Chancellor Angela Merkle – who grew up in East Germany when it was controlled by Russia – speaks passionately of a united and free Republic of Germany today, a sound debater’s point but distraction from Germany’s defense spending. Although not always said explicitly, the allies hope that Trump will sign off on a summit deal to deter Russian aggression. It also appears as if Trump’s jaw-boning has had some effect since eight new nations are about to meet the two percent threshold. How this will unfold remains unclear. An alliance that is indispensable must be sustained. My guess is that NATO nations including Germany will be playing a more active defense role than has been the case heretofore. This will be a test of Merkle’s political skill with elections just over the horizon.

Can Iran Wait out Trump’s Pressure Campaign? BY Lawrence J. Haas

U.S. foreign policy toward Iran is approaching a “back to the future” moment, with the Trump White House resurrecting the strategy pursued by President George W. Bush (and, for a while, President Barack Obama) of pressuring Iran economically into abandoning its nuclear pursuits.

The question now is whether President Trump, or if necessary a successor, will push this pressure campaign – which the Administration is supplementing with outreach to Iran’s people and more security cooperation with its regional adversaries – to its conclusion.

If so, the regime in Tehran, which is presiding over an increasingly troubled economy and restive populace, may reach a point where it must choose between its nuclear program and its continued rule.

That’s what Secretary of State Mike Pompeo predicted in May when, after Trump announced that Washington would withdraw from the global nuclear agreement with Iran, Pompeo said that new U.S. sanctions would force Tehran to make a choice: “fight to keep its economy off life support at home or squander precious wealth on fights abroad.”

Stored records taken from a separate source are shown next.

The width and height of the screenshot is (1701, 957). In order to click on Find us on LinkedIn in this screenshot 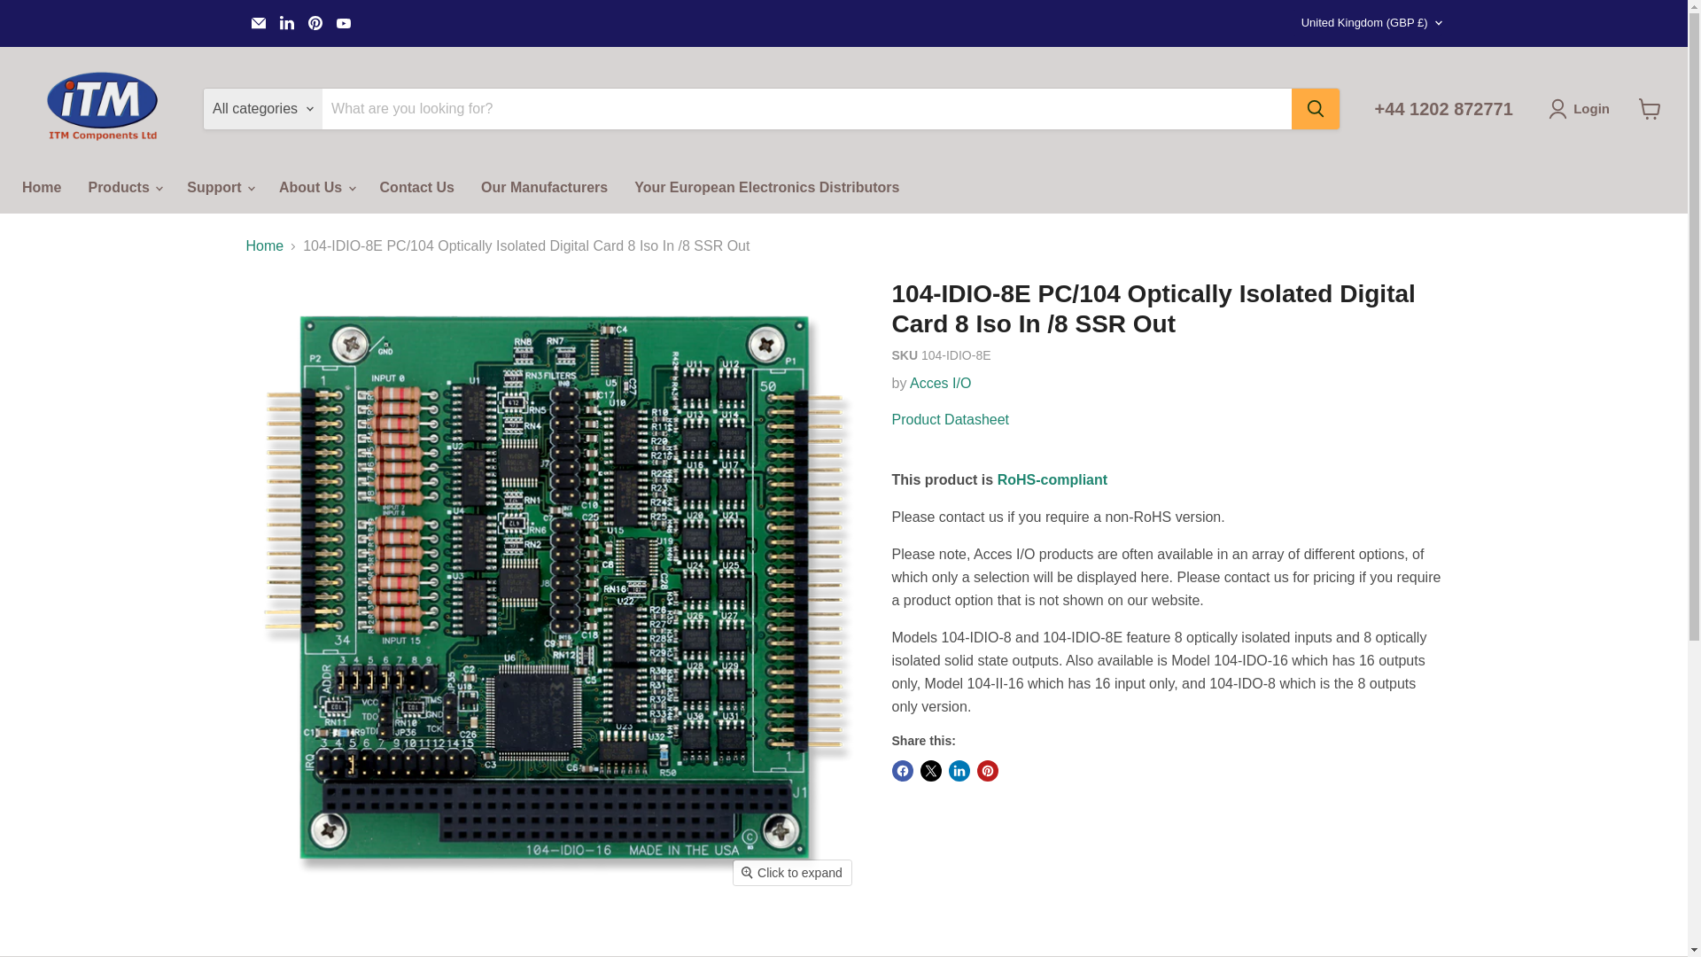, I will do `click(286, 22)`.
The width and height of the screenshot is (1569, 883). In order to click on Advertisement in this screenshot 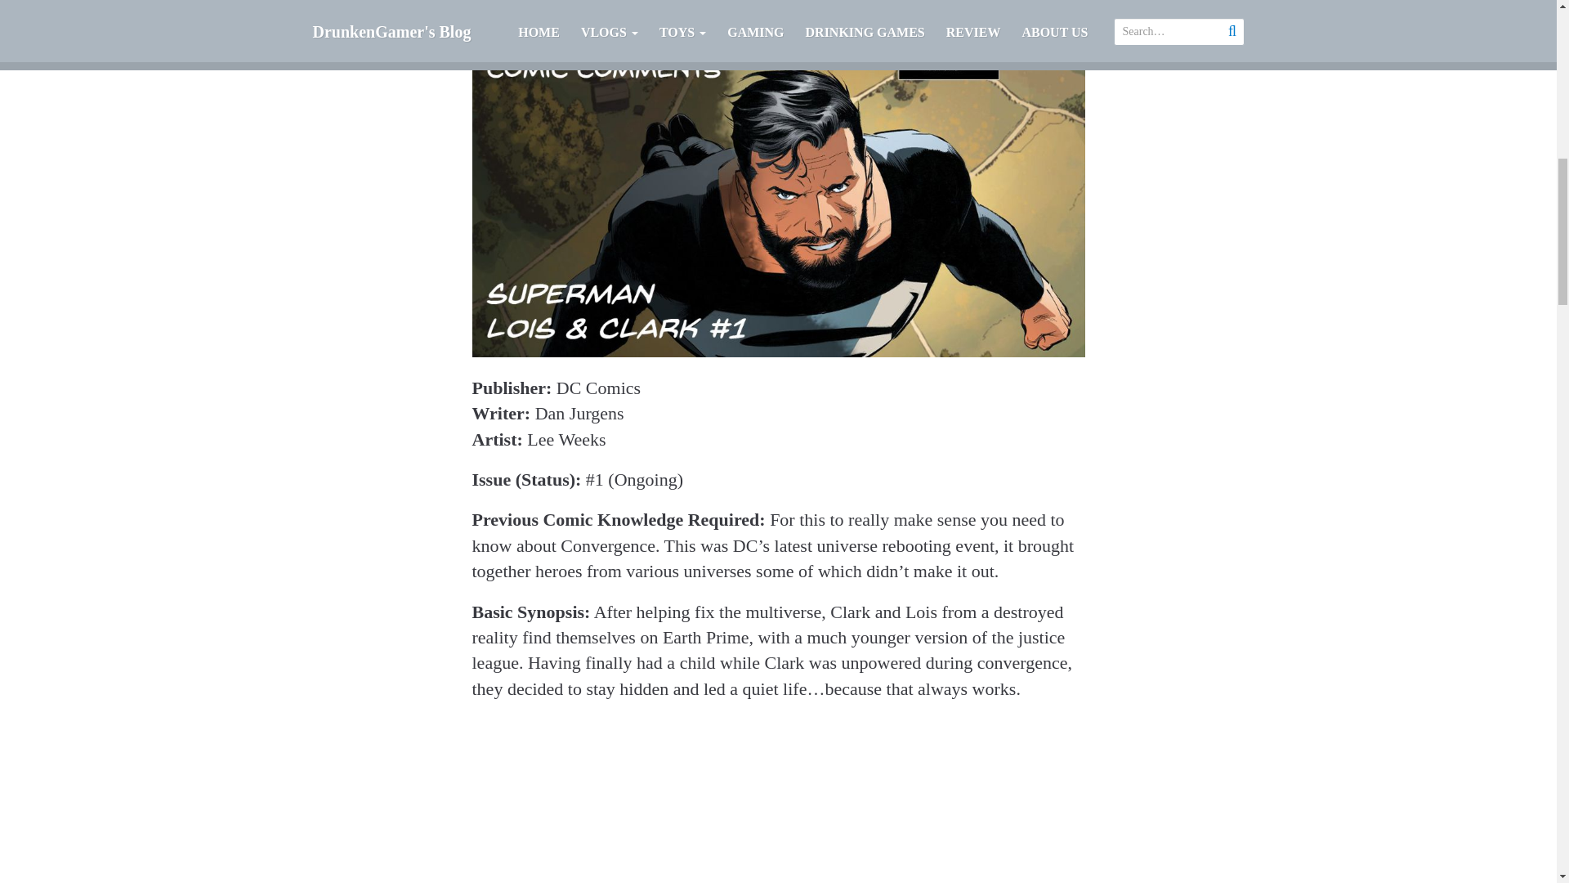, I will do `click(778, 799)`.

That Washington is shifting course on a major challenge of foreign policy, with a President upending the approach of his predecessor, is hardly unprecedented. For more than half a century, U.S. policy toward the Cold War shifted from containing the Soviets to engaging in détente to seeking an end to Soviet rule. U.S. human rights policy shifted just as dramatically, with some Presidents denouncing the abuses of allies and adversaries alike and others downplaying them in the interest of realpolitik.